I’ve been trying to locate the peaks of a 2-d distribution using the TSpectrum2 class, but I just keep getting segfault errors (see attachment).
I guess the problem is the signature of the TSpectrum2::SearchHighRes function I am trying to use:
I am trying to use two numpy matrices as source and dest, as shown in the example attached.
May anybody suggest me a workaround, or a different array/vector/list/matrix data type compatible with this signature? I have also tried to use ROOT’s vector<vector> but I didn’t manage to get SearchHighRes working this way either.
The attached files provide:
[ul][li]a minimal (not) working example spectrum.py (380 Bytes)[/li]
[li]a rootfile containing the source histogram hh.root (65.3 KB)[/li]
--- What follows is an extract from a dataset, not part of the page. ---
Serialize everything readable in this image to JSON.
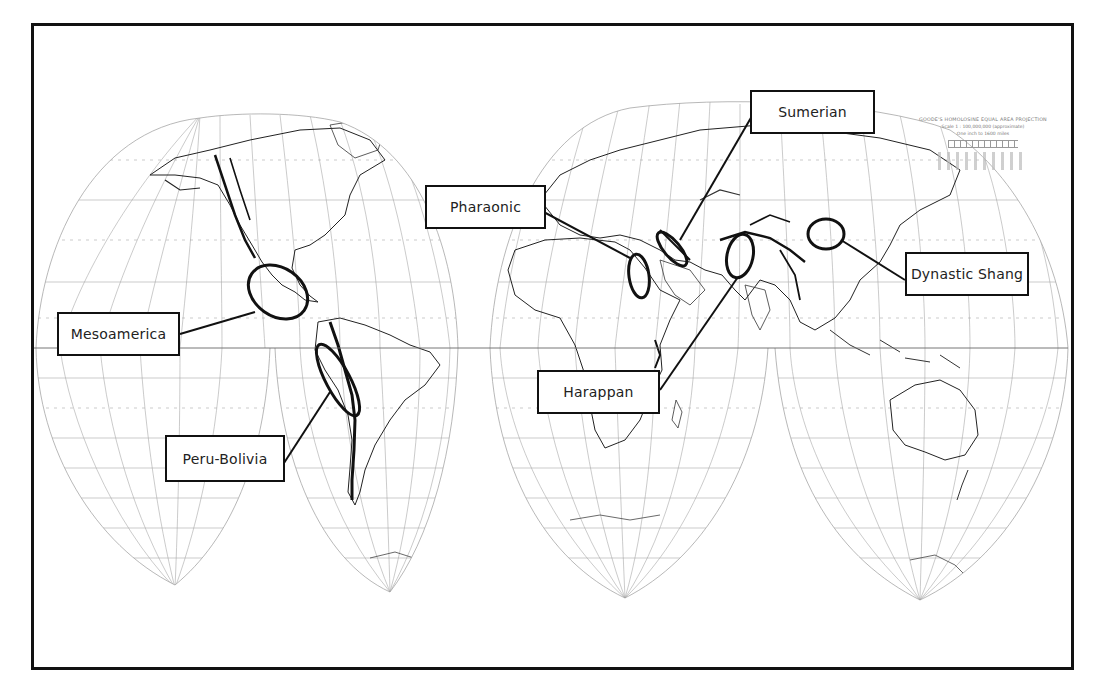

[li]and the complete error stack trace spectrum-errors.txt (6.03 KB)[/li][/ul]
Here’s what you’re up against: numpy does not support C-style 2D arrays particularly well, float in python is double in C, and in C there are float** and float[][] and they are not the same.
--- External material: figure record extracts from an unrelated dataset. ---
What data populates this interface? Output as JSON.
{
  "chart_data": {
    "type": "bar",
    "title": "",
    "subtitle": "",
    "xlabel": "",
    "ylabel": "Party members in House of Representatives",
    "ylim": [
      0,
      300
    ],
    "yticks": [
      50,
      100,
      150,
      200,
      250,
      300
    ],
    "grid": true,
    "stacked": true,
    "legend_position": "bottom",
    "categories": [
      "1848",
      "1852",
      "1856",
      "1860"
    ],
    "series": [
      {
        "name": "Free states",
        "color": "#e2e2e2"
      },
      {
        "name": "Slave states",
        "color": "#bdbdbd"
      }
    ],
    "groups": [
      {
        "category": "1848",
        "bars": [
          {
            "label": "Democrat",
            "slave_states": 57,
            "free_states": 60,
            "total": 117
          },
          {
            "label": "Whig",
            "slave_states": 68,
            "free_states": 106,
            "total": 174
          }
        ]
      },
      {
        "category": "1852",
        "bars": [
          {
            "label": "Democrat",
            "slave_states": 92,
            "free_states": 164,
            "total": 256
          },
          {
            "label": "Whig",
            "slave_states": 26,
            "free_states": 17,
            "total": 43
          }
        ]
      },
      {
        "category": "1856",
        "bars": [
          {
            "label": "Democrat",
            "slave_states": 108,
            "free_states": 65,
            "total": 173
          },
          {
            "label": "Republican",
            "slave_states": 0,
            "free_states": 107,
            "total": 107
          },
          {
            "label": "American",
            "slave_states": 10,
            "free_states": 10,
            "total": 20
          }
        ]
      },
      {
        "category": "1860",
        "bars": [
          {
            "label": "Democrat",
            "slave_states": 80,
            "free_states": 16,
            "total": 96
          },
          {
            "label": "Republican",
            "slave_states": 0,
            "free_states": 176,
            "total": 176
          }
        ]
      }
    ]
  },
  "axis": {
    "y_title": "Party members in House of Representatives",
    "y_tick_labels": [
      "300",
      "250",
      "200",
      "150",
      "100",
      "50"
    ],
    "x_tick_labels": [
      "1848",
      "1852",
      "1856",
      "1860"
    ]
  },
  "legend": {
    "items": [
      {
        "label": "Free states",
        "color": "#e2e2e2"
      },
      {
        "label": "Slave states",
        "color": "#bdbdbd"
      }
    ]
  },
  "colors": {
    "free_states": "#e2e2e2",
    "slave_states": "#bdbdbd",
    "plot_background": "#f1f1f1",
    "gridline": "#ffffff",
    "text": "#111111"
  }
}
Now, if you insist, you can beat this into shape, but to make it even semi-usable, it would probably have to go something like this:[code]import array
for i in xrange(binsx):
source[i], c_source[i] = new_numpy1d_with_pointer( binsy )
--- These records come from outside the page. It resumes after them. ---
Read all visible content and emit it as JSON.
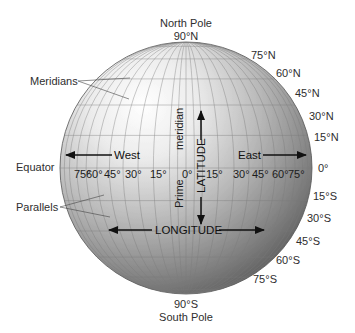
{
  "poles": {
    "north_name": "North Pole",
    "north_deg": "90°N",
    "south_deg": "90°S",
    "south_name": "South Pole"
  },
  "callouts": {
    "meridians": "Meridians",
    "equator": "Equator",
    "parallels": "Parallels"
  },
  "latitude_labels": {
    "north": [
      "75°N",
      "60°N",
      "45°N",
      "30°N",
      "15°N"
    ],
    "equator": "0°",
    "south": [
      "15°S",
      "30°S",
      "45°S",
      "60°S",
      "75°S"
    ]
  },
  "longitude_labels": {
    "west": [
      "75°",
      "60°",
      "45°",
      "30°",
      "15°"
    ],
    "zero": "0°",
    "east": [
      "15°",
      "30°",
      "45°",
      "60°",
      "75°"
    ]
  },
  "directions": {
    "west": "West",
    "east": "East"
  },
  "axis_labels": {
    "latitude": "LATITUDE",
    "longitude": "LONGITUDE",
    "prime": "Prime",
    "meridian": "meridian"
  },
  "colors": {
    "globe_light": "#ffffff",
    "globe_mid": "#b9b9b9",
    "globe_dark": "#5d5d5d",
    "grid": "#7a7a7a",
    "text": "#2e2e2e"
  }
}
dest[i], c_dest[i] = new_numpy1d_with_pointer( binsy )[/code]
This builds an array of pointers to arrays of C floats in c_source and c_dest, and that will work, as although PyROOT does not know about float**, it passes the array pointer as void*, which is fine. It also builds source and dest to a) keep the arrays alive from the reference counting, and b) still be usable in the expected way.